Starting point is 00:48:01 And the holier you get, the less you'll need this kind of attention, because you'll be freed, or you'll know the one who does look at you and cares about you in it all. And so I just offer that as if there's anyone who's like, you know, the idea of letting go of these type of pains and wounds and things, that they're struggling to let go of them. Sometimes it's because we think it's the way that we can earn love or get attention or be noticed. And that's one of the lies that's keeping you in that place. One of the lines that really struck me was that simple line, oh, most gentle God. Yeah, that's, I love that line. It's funny you mentioned that i thought about that
Starting point is 00:48:46 uh when we were looking over this today to know that we're going to talk about this that that line just kind of jumps out doesn't it yeah i don't know why but i don't think of uh i don't think of aquinas praying to god as gentle normally i don't know why um but there's a there is the eucharist if anyone's in ad adoration ever, it's the most gentle reality. There's nothing forceful about the consecrated host, nothing coercive, manipulative. He's just gently there. I'm with you. I'm here. Have you ever read I Believe in Love, a personal retreat based on the teachings of Therese of Ligier? A few chapters I worked on with a religious community starting in our diocese a couple of years ago, but I didn't, I haven't
Starting point is 00:49:27 read the whole book. No. I'm reading through it again. This was a real help to me back in the day when I was struggling with scrupulosity. But there's this one line I want to read because it speaks to what Aquinas is saying here at the gentleness of God. Listen to this. He says, I assure you, we are bathed in love and mercy. We each have a father, a brother, a friend, a spouse of our soul, center and king of our hearts, redeemer and savior, bent down over us, over our weakness and impotence, like that of little children with an inexpressible gentleness, watching over us like the apple of his eye who said, I will have mercy, not sacrifice. If I have come to call the just, not the just, but sinners, a Jesus haunted by the desire to save us by all means, who has opened heaven under our feet.

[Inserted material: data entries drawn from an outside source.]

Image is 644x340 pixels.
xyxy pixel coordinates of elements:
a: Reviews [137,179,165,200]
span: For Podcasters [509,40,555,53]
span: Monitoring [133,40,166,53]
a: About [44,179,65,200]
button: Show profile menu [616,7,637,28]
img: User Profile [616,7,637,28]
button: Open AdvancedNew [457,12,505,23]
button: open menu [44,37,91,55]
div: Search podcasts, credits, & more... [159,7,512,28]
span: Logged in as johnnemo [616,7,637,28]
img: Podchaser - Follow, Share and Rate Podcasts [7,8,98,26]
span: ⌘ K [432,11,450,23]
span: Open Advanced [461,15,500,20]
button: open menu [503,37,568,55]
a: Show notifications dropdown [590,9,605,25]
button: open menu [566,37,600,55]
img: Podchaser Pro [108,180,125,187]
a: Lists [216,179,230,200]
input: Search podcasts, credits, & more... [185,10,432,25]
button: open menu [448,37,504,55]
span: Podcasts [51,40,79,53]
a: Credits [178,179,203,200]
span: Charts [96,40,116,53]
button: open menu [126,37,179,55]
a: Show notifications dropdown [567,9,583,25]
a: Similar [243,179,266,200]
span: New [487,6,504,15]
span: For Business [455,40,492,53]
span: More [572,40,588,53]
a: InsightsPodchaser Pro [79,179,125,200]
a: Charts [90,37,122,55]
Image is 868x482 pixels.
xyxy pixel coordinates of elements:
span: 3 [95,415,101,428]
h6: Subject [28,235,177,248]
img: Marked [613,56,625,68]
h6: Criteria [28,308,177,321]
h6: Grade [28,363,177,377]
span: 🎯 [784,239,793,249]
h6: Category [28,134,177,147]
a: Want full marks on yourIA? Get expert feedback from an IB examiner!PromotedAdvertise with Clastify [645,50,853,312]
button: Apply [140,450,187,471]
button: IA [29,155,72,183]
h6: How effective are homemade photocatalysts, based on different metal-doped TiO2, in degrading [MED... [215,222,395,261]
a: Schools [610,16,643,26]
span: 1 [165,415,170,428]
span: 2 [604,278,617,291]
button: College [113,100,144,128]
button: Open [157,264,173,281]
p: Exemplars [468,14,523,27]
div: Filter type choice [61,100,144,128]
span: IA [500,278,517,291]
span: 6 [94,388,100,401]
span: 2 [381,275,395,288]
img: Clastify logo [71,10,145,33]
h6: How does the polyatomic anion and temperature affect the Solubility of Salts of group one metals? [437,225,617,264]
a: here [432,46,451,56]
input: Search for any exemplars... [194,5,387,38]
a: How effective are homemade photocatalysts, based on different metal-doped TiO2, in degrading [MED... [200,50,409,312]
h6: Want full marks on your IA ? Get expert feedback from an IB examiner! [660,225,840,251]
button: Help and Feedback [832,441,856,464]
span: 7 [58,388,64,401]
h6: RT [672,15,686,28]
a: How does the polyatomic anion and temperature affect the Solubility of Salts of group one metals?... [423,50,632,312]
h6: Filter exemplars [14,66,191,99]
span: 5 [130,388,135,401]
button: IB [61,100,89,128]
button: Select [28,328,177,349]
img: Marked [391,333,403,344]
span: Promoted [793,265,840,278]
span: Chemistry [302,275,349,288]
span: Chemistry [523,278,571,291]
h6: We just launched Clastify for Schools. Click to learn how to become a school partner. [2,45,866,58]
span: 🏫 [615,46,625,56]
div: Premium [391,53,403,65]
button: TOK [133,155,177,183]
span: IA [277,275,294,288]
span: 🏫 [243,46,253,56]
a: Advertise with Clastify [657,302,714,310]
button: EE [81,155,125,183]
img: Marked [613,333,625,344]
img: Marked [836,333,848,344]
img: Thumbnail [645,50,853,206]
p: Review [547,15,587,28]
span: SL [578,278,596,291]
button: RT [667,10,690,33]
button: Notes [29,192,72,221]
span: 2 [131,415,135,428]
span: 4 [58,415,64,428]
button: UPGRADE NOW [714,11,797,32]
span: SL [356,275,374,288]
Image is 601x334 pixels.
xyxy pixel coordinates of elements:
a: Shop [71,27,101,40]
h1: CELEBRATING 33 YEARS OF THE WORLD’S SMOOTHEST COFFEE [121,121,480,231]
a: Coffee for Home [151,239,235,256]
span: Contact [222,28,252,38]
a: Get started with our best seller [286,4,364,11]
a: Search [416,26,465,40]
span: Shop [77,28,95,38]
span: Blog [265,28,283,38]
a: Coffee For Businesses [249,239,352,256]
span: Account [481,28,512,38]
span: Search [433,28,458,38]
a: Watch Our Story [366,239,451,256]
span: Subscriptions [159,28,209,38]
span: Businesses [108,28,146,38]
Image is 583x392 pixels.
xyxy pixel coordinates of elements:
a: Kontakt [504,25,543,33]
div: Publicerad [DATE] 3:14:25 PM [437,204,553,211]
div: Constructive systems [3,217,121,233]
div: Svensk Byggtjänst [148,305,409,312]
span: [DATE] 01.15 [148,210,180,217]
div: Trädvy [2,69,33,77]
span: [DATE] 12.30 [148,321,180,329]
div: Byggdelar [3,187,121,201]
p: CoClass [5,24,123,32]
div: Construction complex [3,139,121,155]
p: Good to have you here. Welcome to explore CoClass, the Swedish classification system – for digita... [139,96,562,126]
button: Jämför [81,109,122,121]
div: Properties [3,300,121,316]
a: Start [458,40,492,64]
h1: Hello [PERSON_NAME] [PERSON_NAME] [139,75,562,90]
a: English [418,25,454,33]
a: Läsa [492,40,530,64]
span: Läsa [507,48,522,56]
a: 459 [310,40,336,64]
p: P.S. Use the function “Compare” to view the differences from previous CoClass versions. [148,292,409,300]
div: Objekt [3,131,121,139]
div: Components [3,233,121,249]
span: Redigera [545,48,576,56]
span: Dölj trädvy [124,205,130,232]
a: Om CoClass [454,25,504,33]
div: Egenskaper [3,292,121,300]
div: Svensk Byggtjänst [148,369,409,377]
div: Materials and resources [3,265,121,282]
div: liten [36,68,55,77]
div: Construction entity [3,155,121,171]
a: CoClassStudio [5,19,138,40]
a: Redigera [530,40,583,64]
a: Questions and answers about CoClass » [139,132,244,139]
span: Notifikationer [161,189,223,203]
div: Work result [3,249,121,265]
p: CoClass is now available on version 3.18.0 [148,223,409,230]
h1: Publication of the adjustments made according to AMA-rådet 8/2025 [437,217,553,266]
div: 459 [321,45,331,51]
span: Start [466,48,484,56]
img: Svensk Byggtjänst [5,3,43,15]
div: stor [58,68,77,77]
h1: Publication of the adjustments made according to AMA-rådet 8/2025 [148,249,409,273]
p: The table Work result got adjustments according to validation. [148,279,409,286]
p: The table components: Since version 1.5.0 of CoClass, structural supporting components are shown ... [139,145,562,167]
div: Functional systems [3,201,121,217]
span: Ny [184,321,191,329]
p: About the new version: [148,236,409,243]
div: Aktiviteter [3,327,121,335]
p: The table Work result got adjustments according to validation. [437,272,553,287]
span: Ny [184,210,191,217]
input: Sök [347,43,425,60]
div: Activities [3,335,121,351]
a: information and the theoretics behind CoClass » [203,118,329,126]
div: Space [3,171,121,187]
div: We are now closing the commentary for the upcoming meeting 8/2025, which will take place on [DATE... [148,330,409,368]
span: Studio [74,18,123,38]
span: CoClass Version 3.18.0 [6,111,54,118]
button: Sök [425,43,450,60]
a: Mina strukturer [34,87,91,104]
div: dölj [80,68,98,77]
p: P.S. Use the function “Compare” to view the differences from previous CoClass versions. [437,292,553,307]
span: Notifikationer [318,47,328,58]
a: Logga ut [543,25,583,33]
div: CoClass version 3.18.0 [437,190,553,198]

Starting point is 00:50:18 And we live too often like orphans, like abandoned children, as if it were hell, which had been open under our feet. We are men of little faith. Gets back to what you said a moment ago. We like just breathe, just deep breaths. God loves you. It's okay. It's okay. Yeah. The gentle God who came to save us. Like that's, that's his point. He came to trade his merits for our sin. So I was like, okay, Jesus,
Starting point is 00:50:48 since you've come looking for the sin, I'll give them to you on one condition that you give me your merits and salvation. Done. Deal. Yeah. That's the catechism that says, uh,
Starting point is 00:50:58 the Marian mystery precedes the Petrine mystery, right? That we first have to receive or let it be done. Like Jesus is like, I'm doing this for you. All right, then Lord, yes. Then once we receive this, once we say yes to this, once we consent to this, we cooperate in this. Now we respond to this gift by the Petrine mystery, by going out, by preaching, by organizing, by all these things. But first, the primacy is the Marian mystery is this. Jesus is like, I'm going to do this for you. You're like, OK, that's fine.
Starting point is 00:51:28 You can do it for me. It'll be sheer gift. I wouldn't have earned it. I didn't accomplish it. But I get to boast of it and I get to benefit from it. So it really is a gift. And I will welcome it and allow it to define me and fashion me. And then from this place, I will respond and live my P-China Pauline ministry.
Starting point is 00:51:47 And that's a daily reality, right? Like, that's not just like, oh, I did that on a retreat in high school. That's a daily receiving and allowing and saying yes, and then going out and all these things. This line here, Grant, I pray that I may receive not only the sacrament of the Lord's body and blood, but also the reality and power of that sacrament. What do you think he means there? Well, I think sometimes we can, this is Father Ryan Mann language, ritualistic reception of the Eucharist. So we know it's a sacrament.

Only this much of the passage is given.